Empowered with this new ability he wrote a love letter to his future wife whom he had yet to meet, and he translated the entire Russian novel at his beside.

Like a haunting memory he thought about one passage, from the story that he had read a couple of nights earlier.

“All day – since early morning,” he began, “my head has been taken up with a strange legend. I cannot remember whether I read it, or where I heard it, but the legend is very remarkable and not very coherent. I may begin by saying that it is not very clear. A thousand years ago, a monk, robed in black, wandered in the wilderness – somewhere in Syria or Arabia. Some miles away the fisherman saw another black monk moving slowly over the surface of the lake. The laws of optics, which legend, of course does not recognize, and listen. From the first mirage was produced another mirage, from the second, a third, so that the image of the Black Monk is eternally reflected from one stratum of the atmosphere to another. At one time it was seen in Africa, then in Spain, then in India, then in the Far North. At last it issued from the limits of the earth’s atmosphere, but never came across conditions which would cause it to disappear. Maybe it is seen today in Mars or in the constellation of the Southern Cross. “

He attached meanings to the passage. He thought of it in terms of numbers and symbolism. The number three, three times is 9 divided by pi. Equal factors put into binary code? What would all of it mean? On and on. All sorts of meanings that would make Tchekov question himself. Whole new worlds of possibilities, like looking into the infinite abyss.

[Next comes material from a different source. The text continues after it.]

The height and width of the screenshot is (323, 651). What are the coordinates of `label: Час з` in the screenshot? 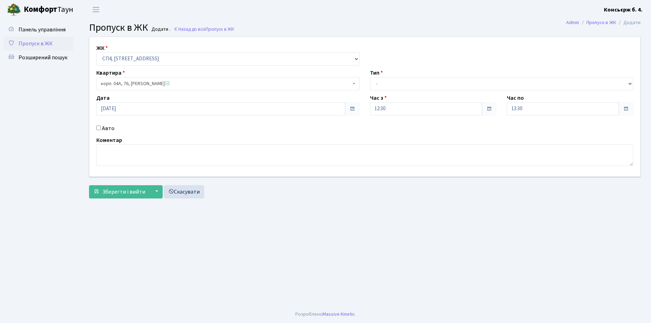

The passage soon would fade. Each day went on, he thought about the dreams less and less. It didn’t mean anything. His language, his obsession, didn’t mean anything at all. The Black Monk as it was, served as a device. All of it didn’t mean anything, but it did mean something for at least that moment. The better part of all of it was, he survived. He would be ill again in his life, but never would he walk so close to the edge.

Years later, after he moved long away from there he couldn’t tell anyone about the Black Monk or why the story meant something to him. Moving from town to town he was not able to keep much, but he did keep that little red book of short stories by Anton Tchekov. The letter that he wrote to his future wife was lost along with the phonetic laws of his own language. (He thinks they might be in an old suitcase in his attic.)

When he would later try to remember the letter that he wrote to his future yet to meet wife, he would struggle. All he could remember went like this; I hope I will not disappoint you, I hope that I will always make you feel like you are loved. I hope I never hurt you deep down in your soul. I hope I am more than you imagined. I hope that I will always surprise you. I hope that if you get sick of me you will still want to see my face on the pillow next to you. I hope I will always love you.



My Interests

I'd like to meet:

James Earl Carter, Al Gore, Ric Ocasek and Stephen Colbert.